California’s growing budget crisis and prison lawsuits are focusing more attention on a serious policy question: Are there better ways to reduce crime and treat criminals than by spending $36,000 in taxpayer dollars every year to lock up each low-level property and drug possession offender in state prison?
California Department of Corrections and Rehabilitation reports show the state now imprisons 30,000 offenders sentenced for non-invasion property crimes or simple drug possession, at a cost of over $1 billion per year. These nonviolent offenders are among the prime candidates for early release, especially if federal judges order California to reduce crowding and improve health care for prisoners. But even if their offenses did not threaten public safety, they’re not harmless; if released without treatment or supervision, two-thirds will be rearrested within three years, CDCR figures show.

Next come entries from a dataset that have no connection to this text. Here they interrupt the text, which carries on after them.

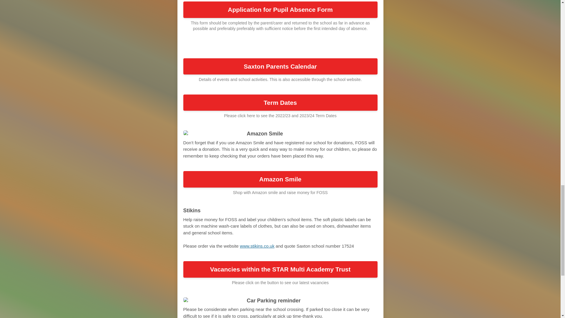  I want to click on Saxton Parents Calendar, so click(280, 66).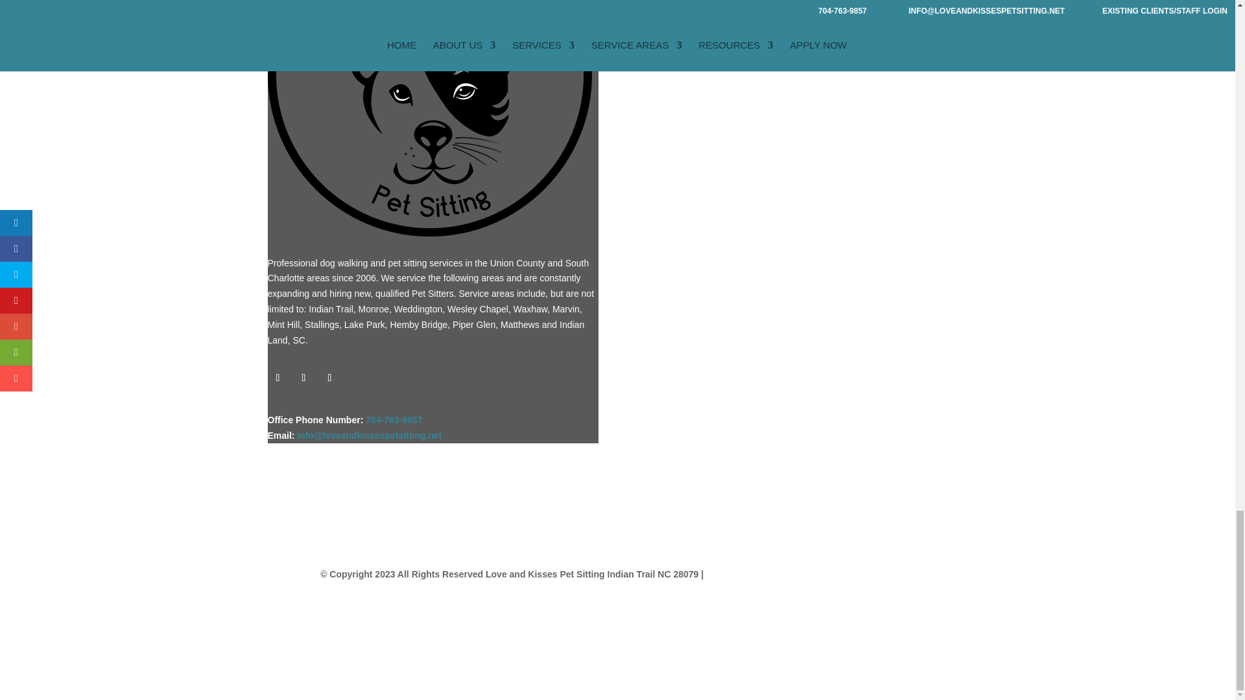 This screenshot has height=700, width=1245. I want to click on Follow on Facebook, so click(278, 378).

However, the fact is that nearly all of these offenders are scheduled for release anyway. The average property offender serves 14 months and the average drug possessor less than 12 months in prison. Turning them loose a few months early to relieve prison crowding and save scarce budget bucks might even slightly reduce their odds of reoffending, since most research shows lengthy prison terms actually increase the chances of recidivism.

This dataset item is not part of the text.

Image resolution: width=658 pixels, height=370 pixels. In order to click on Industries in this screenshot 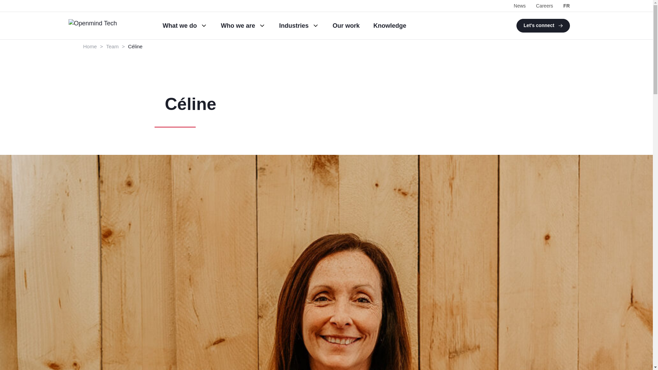, I will do `click(299, 25)`.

With early release, then, counties will be welcoming the same parolees back home, only a bit earlier than if they served their full sentences. Since local treatment and community supervision programs are much cheaper than prison and offer rehabilitative benefits to break the cycle of recidivism, the state is presented with a way to make lemonade from its budget-crisis and prison-lawsuit lemons: return a fraction of savings from early prisoner releases to fund county treatment and supervision under guidelines such as those of Proposition 36. Since we can’t just shoot miscreants or lock them up forever for stealing a car or carrying a dime bag, sooner or later California’s counties will have to deal with the parolees anyway, and it might as well be sooner.